Year; } This code works great almost all the time. At one point in time, in our production environment (running IIS7), the route value for CurrentQuarter() became a value of zero, when it should have been 1, 2, 3, or 4. It works just fine in production except for that one point in time.
An IISRESET 'fixed' the problem. What I know: At the time CurrentQuarter() was failing, CurrentYear() was still returning correctly The CurrentQuarter() method was not throwing an exception which would have prevented setting the 'quarter' variable The business logic which drives the CurrentQuarter() method works for every date between DateTime. MinValue and DateTime.
MaxValue My question really gets down to is: Is it BAD to call static methods to generate route values? Is there a potential for the application to 'forget' the result of the static method, and cause it to return a garbage value? Could an application pool recycling cause this?
I'm sort of grasping at straws here! Thanks for any advice. Asp.
Net-mvc-3 link|improve this question asked Nov 3 '11 at 19:46David Montgomery37719 100% accept rate.
The answers are "No" and "No". In the default Global.asax. Cs for a new MVC project RegisterRoutes (is your routes.
MapRoute called there? ) is a static method which is called on Application_Start. CurrentQuarter is called only once during this registration.
The supplied value for quarter url element is used only if it is not present in the request url. – Igor Nov 3 '11 at 20:02.
I would not call static values here. I completely disagree with Igor above. Its not standard and is hard to track down where these values are coming from to someone that doesn't know the app.
Call it either from your controller, or even better yet - a service layer (ie business logic) your controller calls to that gets this value. A routes purpose is not to call a business method. On the second question, if there is an app pool recycle, the value will simply be reset.
However if multiple threads are calling into this method and potentially changing the value in the same method I would implement some locking in there to prevent updates from overlapping.
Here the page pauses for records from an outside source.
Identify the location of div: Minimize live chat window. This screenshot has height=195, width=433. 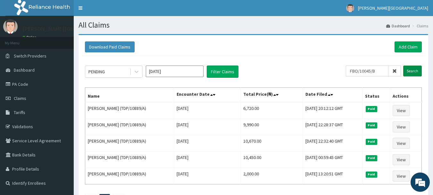
(113, 11).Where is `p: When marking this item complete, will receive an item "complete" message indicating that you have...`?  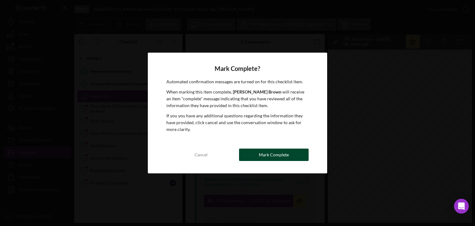
p: When marking this item complete, will receive an item "complete" message indicating that you have... is located at coordinates (238, 99).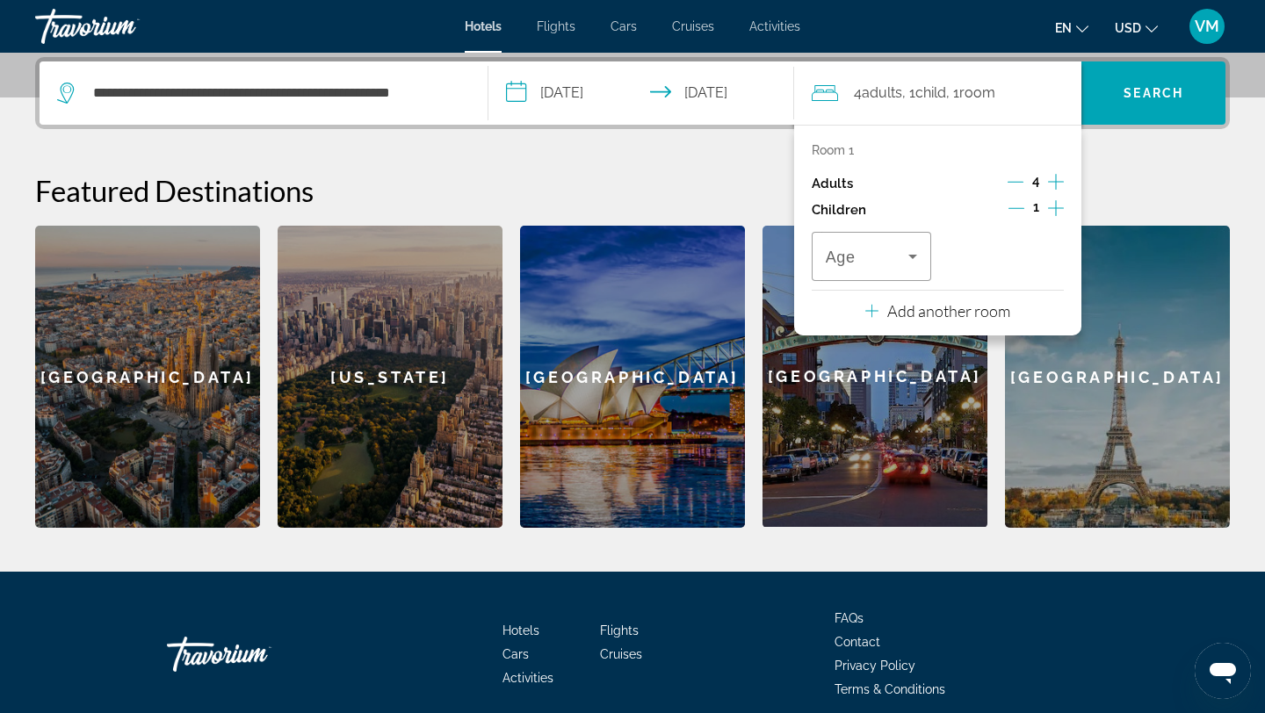  What do you see at coordinates (890, 689) in the screenshot?
I see `a: Terms & Conditions` at bounding box center [890, 689].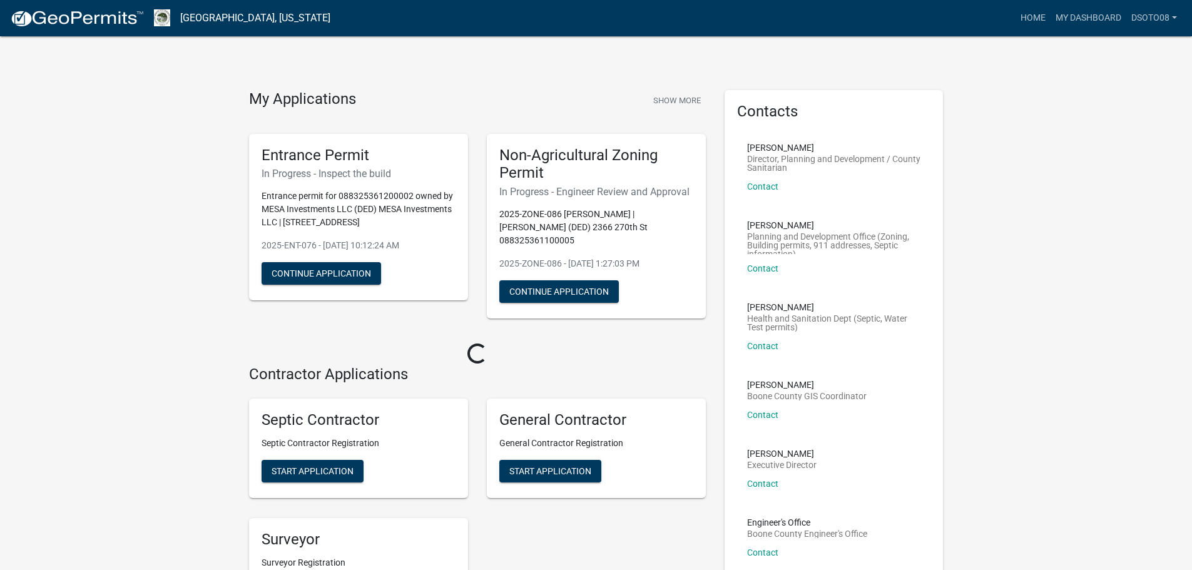  I want to click on h4: Contractor Applications, so click(478, 374).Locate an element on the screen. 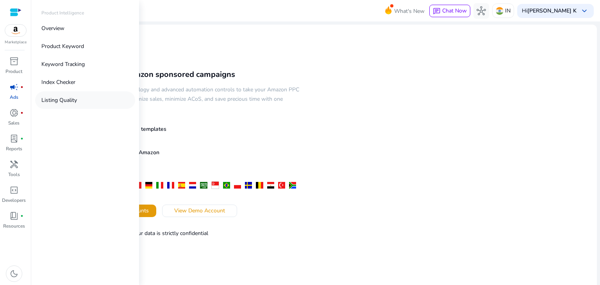 The image size is (600, 285). p: Approved by is located at coordinates (178, 250).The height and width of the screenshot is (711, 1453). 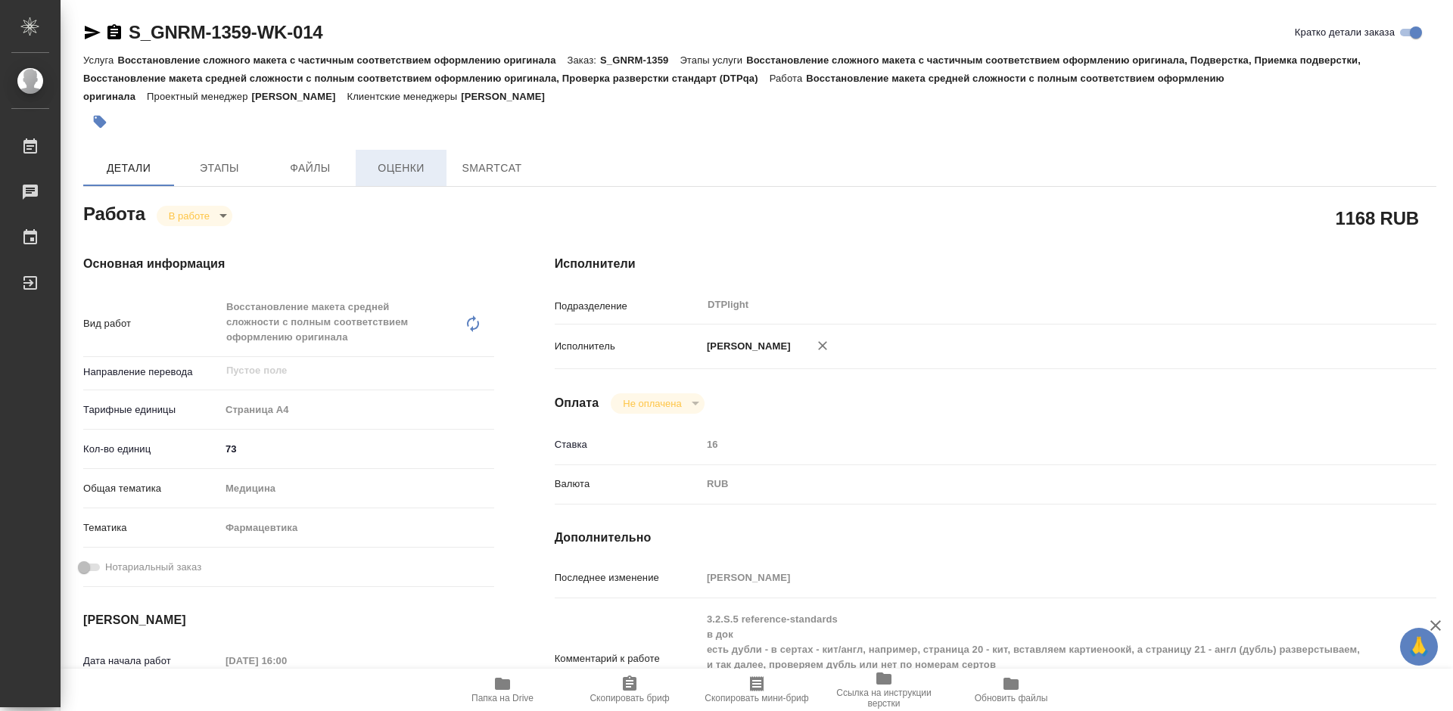 I want to click on span: Ссылка на инструкции верстки, so click(x=884, y=699).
I see your point about it being more difficult to debug for a developer who doesn't know the code backwards. I do have a question about your last comment 'implement some locking'. Do you mean that a static method like my CurrentYear() method above isn't thread-safe?
I would find that truly shocking. I could see if I was setting some variable's value declared outside the method, but otherwise... – David Montgomery Nov 8 '11 at 22:59.
You should make the route values year and quarter optional, and provide default values for them in the Action method. I think this makes everything cleaner, and easier to maintain. Public class LobbyistController { public ActionResult Index(int?
Year, int? Quarter) { if (!currentYear. HasValue) { currentYear = GetCurrentYear(); } if (!currentQuarter.
HasValue) { currentQuarter = GetCurrentQuarter(); } // the rest } }.